Mohan Lal told to him to clean up the house. He said Siddharth had turned their home into a pigsty.

“I turned it into a pigsty? Me?” Siddharth was about to shoot back with something mean — that Mohan Lal was worse than a pig, he was like a dirty Indian beggar who lived in a slum. That the house got so dirty because Mohan Lal was too cheap to pay the Polish cleaning lady to come more than once a month. But as he looked down at the glistening gray hairs of his father’s shoulders, he realized something strange was happening. Mohan Lal did clean from time to time. He blued the toilet bowls with that gel, vacuumed the floors in the family room and kitchen. But he rarely got down and dirty like this.

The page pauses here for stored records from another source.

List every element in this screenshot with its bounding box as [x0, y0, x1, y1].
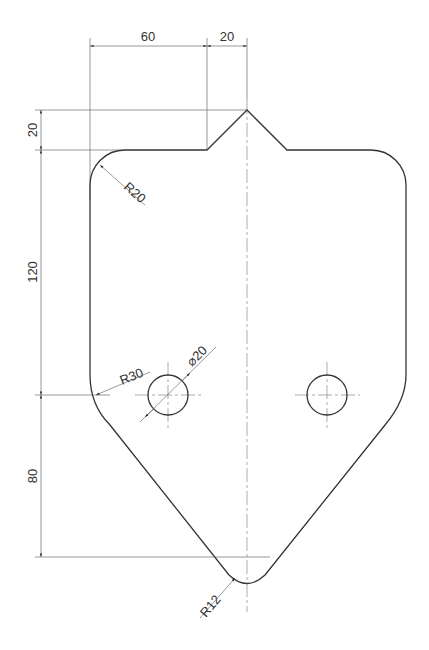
radius-r20-leader: R20	[100, 165, 149, 206]
technical-drawing: 60 20 20 120 80 R20 R30 ⌀20 R12	[0, 0, 429, 650]
center-lines	[135, 100, 360, 612]
dim-text-120: 120	[25, 261, 40, 283]
diameter-leader: ⌀20	[140, 343, 216, 422]
dim-text-r30: R30	[118, 365, 146, 388]
dim-text-80: 80	[25, 469, 40, 483]
radius-r12-leader: R12	[197, 578, 235, 620]
dim-text-60: 60	[141, 29, 155, 44]
dim-text-20-left: 20	[25, 123, 40, 137]
dim-text-r12: R12	[197, 592, 224, 620]
dimension-20-top: 20	[207, 29, 247, 46]
dim-text-r20: R20	[121, 179, 149, 206]
dimension-20-left: 20	[25, 110, 41, 150]
radius-r30-leader: R30	[96, 365, 150, 395]
dim-text-diameter: ⌀20	[184, 343, 210, 369]
part-outline	[90, 110, 406, 584]
dimension-80: 80	[25, 395, 41, 557]
dimension-120: 120	[25, 150, 41, 395]
dim-text-20-top: 20	[220, 29, 234, 44]
dimension-60: 60	[90, 29, 207, 46]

“Go clean your room,” said Mohan Lal. “Rachel and Marc will be here soon.”

“They’re coming over? Again?”

“Hurry up. Thanks to you, she’ll think we are animals.”

“Yeah, thanks to me,” Siddharth muttered. “I’m the one who has seven dirty coffee mugs on my desk. I keep the catalogs on the dining table for five months but never actually cut the coupons.” He reluctantly headed to his bedroom with an empty garbage bag and the vacuum cleaner. He sifted through the chaotic assortment of school papers on his desk, chucking a blackened banana peel and a paper plate full of Dorito crumbs into the garbage. Two weeks of dirty clothes were strewn across the patterned carpet. He stuffed his sweaters and sweatshirts into a drawer, then dumped his pants and T-shirts into the laundry basket in the linen closet outside the main bathroom, where Mohan Lal was now ringing out a mop.